On International Women’s Day, Mia Freedman reflects on how damaging it is when it is women who silence other women…
Exactly two years ago today, on International Women’s Day, I was sitting on Q&A’s women’s panel.
With me, were Germaine Greer, journalist Janet Albrechtson, opera singer Deborah Cheedham and an English researcher and writer called Brooke Magnanti who is better known as Belle du Jour, the pseudonym under which she wrote a blog and then a book during the two years she spent as a sex worker.
Host Tony Jones was asking Brooke at length about this period in her life and she was expounding at length on her views about sex work.
She was very effusive about how empowering it was.
How she had used the great money she’d made as a sex worker to fund her university studies and how sex work was about so much more than sex – it was about self-discovery and identity and having love and empathy for her clients.
As I listened to Brooke speak so glowingly about her time as a sex worker, I became increasingly uncomfortable with this Pretty Woman meets go-girl feminist empowerment picture she was painting of prostitution. She paid brief lip service to the fact that some sex workers did have ‘chaotic lives’ but this was quickly glossed over.
Directly in front of me, in the audience, were more than a dozen teenage girls in their school uniforms.
They were listening intently to Brooke’s sunny, uncomplicated description of sex work with wide eyes.
Top Comments
Oh Mia. You're discovering something that I suspect is really uncomfortable for you: that those who proclaim to be the most tolerant, who call for diversity of dialogue and change in the status quo (those who inhabit the status quo being ipso facto 'intolerant') actually can't stand for anyone to say anything that doesn't accord with what they, the tolerant, the open-arms intelligentsia, have to say on the matter.

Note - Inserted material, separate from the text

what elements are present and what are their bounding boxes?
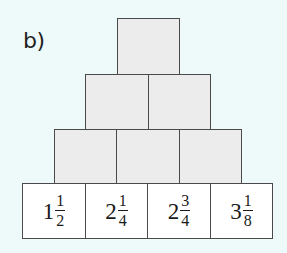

This transcends feminism and gender relations. This pitchfork-waving intolerance, rapid-fire shutting down of debate is facilitated by sound-bite media platforms (thanks for that, Twitter. If reason could happen in 140 characters or less, I wouldn't have bothered with that damn thesis) and it covers everything from parenting to vaccination to politics to multiculturalism. Consider this site and it's own incoherent ranting against:
- anyone who dares to suggest that you can only live so long spending other people's money, be it at a micro or macro level. No really, let's all have a welfare party, there's no need to balance budgets, that stuff is for amateurs!
- anyone who dares to suggest that there might be a few resourcing and policy issues worth discussing around the rapid arrival of a bunch of people who don't speak the local lingo, have varying qualifications/ability to find employment in the local economy, and may have (oh the outrage) exploited a quirk of geography to land on our shores ahead of others in the same tragic situation, displaced and stateless, waiting in unending purgatory of official intake camps around the world.
- anyone who dares to suggest that flexible working arrangements sure sound awesome, but still probably won't be feasible for a lot of jobs, a lot of the time. You mean there are certain realities in certain roles that really can't be overcome with a laptop and an internet connection? P*ss orrff reality, you suck.
- anyone who dares to suggest that a certain religion* might fuel certain anti-social behaviour dangerous to us all.
Mia, you try hard, but like most people, you're really only ever prepared to hear one side of the story: the one you agree with. Your efforts in making, what must be acknowledged as entirely reasonable criticisms of modern feminist dialogue, absolutely worthy of discussion, frankly only serve to highlight just how prone you and your colleagues are to the exact same behaviour on this website, when you don't like what someone else has to say.
And it is true and you are right: we should be capable of having a real, calm, meaningful conversation about all of it. Disagreeing with someone is not the worst thing that can happen to you and we should all be capable of critical analysis and reasoned debate. What the H* is all that education we're privileged to have as females in this great country of ours if we don't bother using it?!?
*For all the numpties who want to take the bait, that could equally apply to Catholicism and sexual abuse as Islam and mass murder. Thanks for playing ;)
You spoke about alcohol and sexual assault, but why is it when both a man and a woman drink, and have sex, the man is somehow guilty but the woman was not? Could the woman have been exploiting the man? There is NOTHING the woman could have done to avoid such a situation? Are they equal, or aren't they? Do women have any agency any more, or have feminists taken it away?